Before going any further you need to understand the structure of a non-cluster index so we can see the benefits of covering and additionally leveraging the “include” clause.  The last query performed a seek, and a key lookup.  For each value found on the index meeting the predicates requirements it would traverse back to the clustered index to retrieve the actual data, hence the 3:1 ratio of reads to rows.  The 3 reads represent the the levels of the index in the b-tree of the clustered index, and an additional read of the the non-clustered leaf data.  Every value found in the non-clustered index requires traversing the  levels of the clustered index to get the data (CarrierTrackingNumber). 

 

A non-clustered index has the same b-tree structure as a clustered index.  The primary difference is within the record.  Each record has an additional field or fields that point back to the clustered index.  For example inside the testnonclst index it contains both “modifieddate, orderqty” the data being indexed and the clustered index “SalesOrderID, SalesOrderDetailID” fields that it references.  Understanding this is a b-tree structure you can put all your data inside this non-clustered index that satisfiys your query.  Another way of saying this is any fields used by your query will reside within your index.  The outcome is the loss of the two IO’s back to the clustered index, for each record since all your data is covered inside your non-clustered index.

 

 

drop index testnonclst on Sales.SalesOrderDetail

 

create index testnonclst_Covered

on Sales.SalesOrderDetail(modifieddate, orderqty, CarrierTrackingNumber)

 

If you examine the query below and compare it to the above index creation, your covering all three fields in the query, CarrierTrackNumber which is being selected, and your two predicates, Modifieddate and orderqty.  Determining which field goes on the left should be based on selectivity of each field.
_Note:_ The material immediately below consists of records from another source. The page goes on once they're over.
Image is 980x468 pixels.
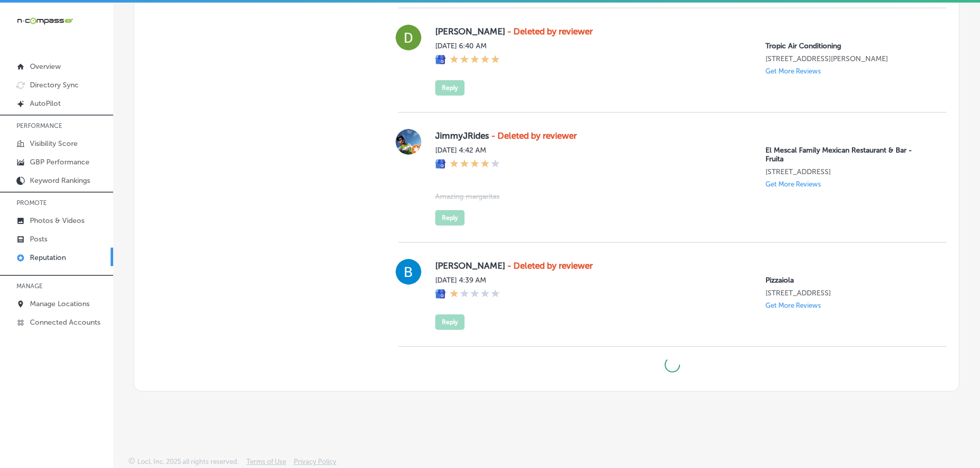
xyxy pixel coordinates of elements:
[435,276,500,285] label: [DATE] 4:39 AM
[435,261,930,271] label: [PERSON_NAME]
[29,177,90,185] p: Keyword Rankings
[29,80,79,89] p: Directory Sync
[765,55,930,63] p: 1342 whitfield ave
[435,210,464,226] button: Reply
[507,261,592,271] strong: - Deleted by reviewer
[137,458,239,465] p: Locl, Inc. 2025 all rights reserved.
[765,68,821,75] p: Get More Reviews
[29,299,89,308] p: Manage Locations
[435,26,930,36] label: [PERSON_NAME]
[435,41,500,50] label: [DATE] 6:40 AM
[435,80,464,95] button: Reply
[450,288,500,300] div: 1 Star
[29,234,47,243] p: Posts
[765,146,930,164] p: El Mescal Family Mexican Restaurant & Bar - Fruita
[29,99,61,108] p: AutoPilot
[17,16,73,26] img: 660ab0bf-5cc7-4cb8-ba1c-48b5ae0f18e60NCTV_CLogo_TV_Black_-500x88.png
[450,159,500,170] div: 4 Stars
[765,181,821,188] p: Get More Reviews
[29,62,61,71] p: Overview
[765,301,821,309] p: Get More Reviews
[765,276,930,285] p: Pizzaiola
[29,253,66,262] p: Reputation
[765,41,930,50] p: Tropic Air Conditioning
[29,139,78,148] p: Visibility Score
[435,192,930,201] blockquote: Amazing margaritas
[29,318,100,327] p: Connected Accounts
[507,26,592,36] strong: - Deleted by reviewer
[765,288,930,297] p: 3191 Long Beach Rd
[29,216,84,225] p: Photos & Videos
[435,130,930,140] label: JimmyJRides
[435,146,500,155] label: [DATE] 4:42 AM
[29,158,89,167] p: GBP Performance
[491,130,576,140] strong: - Deleted by reviewer
[435,315,464,330] button: Reply
[450,55,500,66] div: 5 Stars
[765,168,930,177] p: 439 US-6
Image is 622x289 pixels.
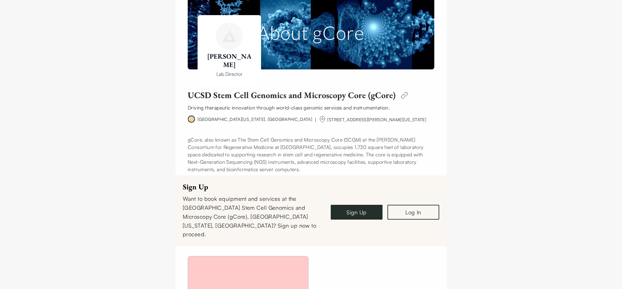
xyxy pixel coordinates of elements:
[188,136,435,173] p: gCore, also known as The Stem Cell Genomics and Microscopy Core (SCGM) at the [PERSON_NAME] Conso...
[223,30,236,42] img: Trevor Biddle
[198,117,312,122] a: [GEOGRAPHIC_DATA][US_STATE], [GEOGRAPHIC_DATA]
[398,89,411,101] img: edit
[388,205,439,220] a: Log In
[183,194,324,239] div: Want to book equipment and services at the [GEOGRAPHIC_DATA] Stem Cell Genomics and Microscopy Co...
[331,205,383,220] a: Sign Up
[319,116,326,123] img: org-name
[315,116,316,124] div: |
[188,115,195,123] img: university
[188,90,396,101] h1: UCSD Stem Cell Genomics and Microscopy Core (gCore)
[328,117,427,122] span: [STREET_ADDRESS][PERSON_NAME][US_STATE]
[188,104,435,111] p: Driving therapeutic innovation through world-class genomic services and instrumentation.
[206,52,253,69] h1: [PERSON_NAME]
[183,183,324,191] div: Sign Up
[206,70,253,78] p: Lab Director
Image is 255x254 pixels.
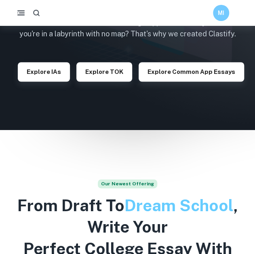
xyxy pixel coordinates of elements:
[138,67,244,75] a: Explore Common App essays
[216,8,226,17] h6: MI
[213,5,229,21] button: MI
[124,196,233,215] span: Dream School
[18,67,70,75] a: Explore IAs
[18,62,70,82] button: Explore IAs
[138,62,244,82] button: Explore Common App essays
[98,179,157,188] span: Our Newest Offering
[76,62,132,82] button: Explore TOK
[76,67,132,75] a: Explore TOK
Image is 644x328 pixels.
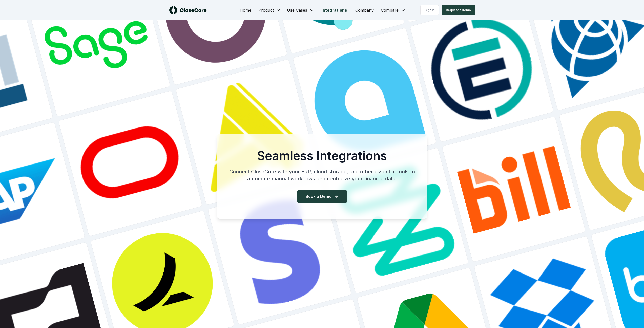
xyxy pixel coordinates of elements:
[420,5,439,15] a: Sign in
[236,5,255,15] a: Home
[170,6,207,14] img: logo
[284,5,317,15] button: Use Cases
[225,168,420,182] p: Connect CloseCore with your ERP, cloud storage, and other essential tools to automate manual work...
[351,5,378,15] a: Company
[381,7,399,13] span: Compare
[287,7,307,13] span: Use Cases
[297,190,347,202] button: Book a Demo
[255,5,284,15] button: Product
[317,5,351,15] a: Integrations
[259,7,274,13] span: Product
[442,5,475,15] button: Request a Demo
[225,150,420,162] h1: Seamless Integrations
[378,5,409,15] button: Compare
The highest selectivity of the field used in your predicates should go to the left. 

 

select CarrierTrackingNumber

 from Sales.SalesOrderDetail

where modifieddate between '2001-08-01' and '2001-09-01'

and orderqty > 3

 

 

When we run the query above our IO’s drop to 31 IO’s to return 301 records, almost 10 records per IO.  This is because it does a partial scan on the leaf level of the index rather then needing to due a seek.  The numbers are close to the 29:1 ratio of the first query run against the clustered index.  However because your carrying the extra fields of the pointer back to the clustered index, you’ve added 8 bytes to each record.

 

The final improvement to be made is remove the carrierTrackingNumber field from the index and using the “include” clause as part of the index.  By doing so you’re appending this field to the non-clustered index at the leaf level, and ignoring any sorting of this field.  This serves two purposes the first is space savings on the intermediate levels of the b-tree which will give a small performance gain, and the second is fact that you don’t have to sort your data as it comes in, and avoid page splits at every level.  In the following example splitting and sorting are not an issue, but if modifieddate and orderqty had a significant amount of duplicates it would have a good size impact during inserts and updates.

 

 

drop index testnonclst_Covered on Sales.SalesOrderDetail

 

create index testnonclst_Covered_include

on Sales.SalesOrderDetail(modifieddate, orderqty)include( CarrierTrackingNumber)

 

 

After running the same query with this structure there’s a 7 percent gain dropping to 29 IO’s.  The benefits gained through using include are dependent on sorting as mentioned earlier, and the size of the included field.  The larger this field the greater the benefits.